There is a story in these paintings - a story that is on the border between fantasy and reality. These paintings are microcosms of a spiritual awakening told within the simplicity of a mythological world. Franca Marini's new series of paintings is about the interior landscape - the place where reality is transformed and given a mythical stature. Yet her knowledge of these images comes from a perception of the exterior world. To paint from the interior and give it a semblance of reality is a single-minded task. It requires a certain obedience to one's vision, to one's inner vision. Access to Franca Marini's paintings may come by way of her Siennese heritage, but there is more to the story. The "Interior Landscapes" are much more than an historicist's venture from the past into the present.
Franca Marini came to the United States several years ago, initially settling on the West Coast in San Francisco where she attended the San Francisco Art Institute. She returned to Italy for a few months, then came back to New York where she has been working for nearly half a decade. Although these "Interior Landscapes" are informed by the villages of Tuscany, their symbolic presence becomes the issue. The huddled groups of people with their horses and cattle, the looming sky with its pear-shaped clouds, the hills, the strange, mystical light, the abstract specters, the angels in black and white, soaring through the heavens -all of this is a far cry from Manhattan's hard-edged urbanity. Yet, to distance oneself from the source of memory begets a certain pleasure. To get into another mode of reality in order to re-discover one's past, and then to transform that reality is the task of art (or psychoanalysis).
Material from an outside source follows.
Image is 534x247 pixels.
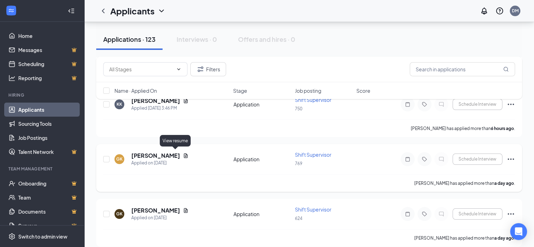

As the writer Thomas Wolfe discovered, sometimes being too close to one's origin may prevent the likelihood of ever discovering how one feels. The struggle to learn of one's origins may require a necessary distance.
Some artists are possessed with themselves in such a way as to project a deluge of narcissism into their work; but then there are others who express hope and who give us another understanding of life, a fresh point of view. Franca Marini is an artist who delivers a story through a highly articulate visual vocabulary. It is a story that emanates from another source, a source that is closer to nature than the cynical endgame of fashion and urban despair. To really see these paintings offers the viewer something special. To read the color and the forms and to look deeply into the texture of these surfaces is an experience that goes beyond the normative structure of everyday reality.
To experience Marini's paintings is the opposite of designating oneself as victim in the electronic, hypertextual morass at the end of the second millennium. From a Buddhist point of view, one might say that the paintings of Franca Marini affirm a faith in mind. They are the gift of a painter who understands that life never really gets beyond the basics, and that the history of art is essentially a lesson in how we envision those basics. This is what brings the sun-drenched bottles of Morandi in contact with Malevich's Suprematism. They are works that represent a simplicity and directness -a painter's vision that is made manifest for others to see.
Franca Marini's paintings of village people huddled together under a huge sky offer a reverberation of color and an excitement about life. This is what happens when life exists in relation to the spirit of art. And what is the discourse that supports this spirit? Here is a task for semioticians and social scientists to unravel. But for most viewers, the pleasure of these intimate visions, removed from the metropolis, has much to tell us. Marini has searched the interior at a distance in order to evolve a new perspective on the present. It is a discourse ultimately about painting; yet within these paintings are representations of simple lives ridden with spiritual anxieties that are close to all of us, regardless of culture, race, or class. They are paintings that represent how life stays the same and remains the source of pleasure and mystery if we allow the experience to become our source of understanding.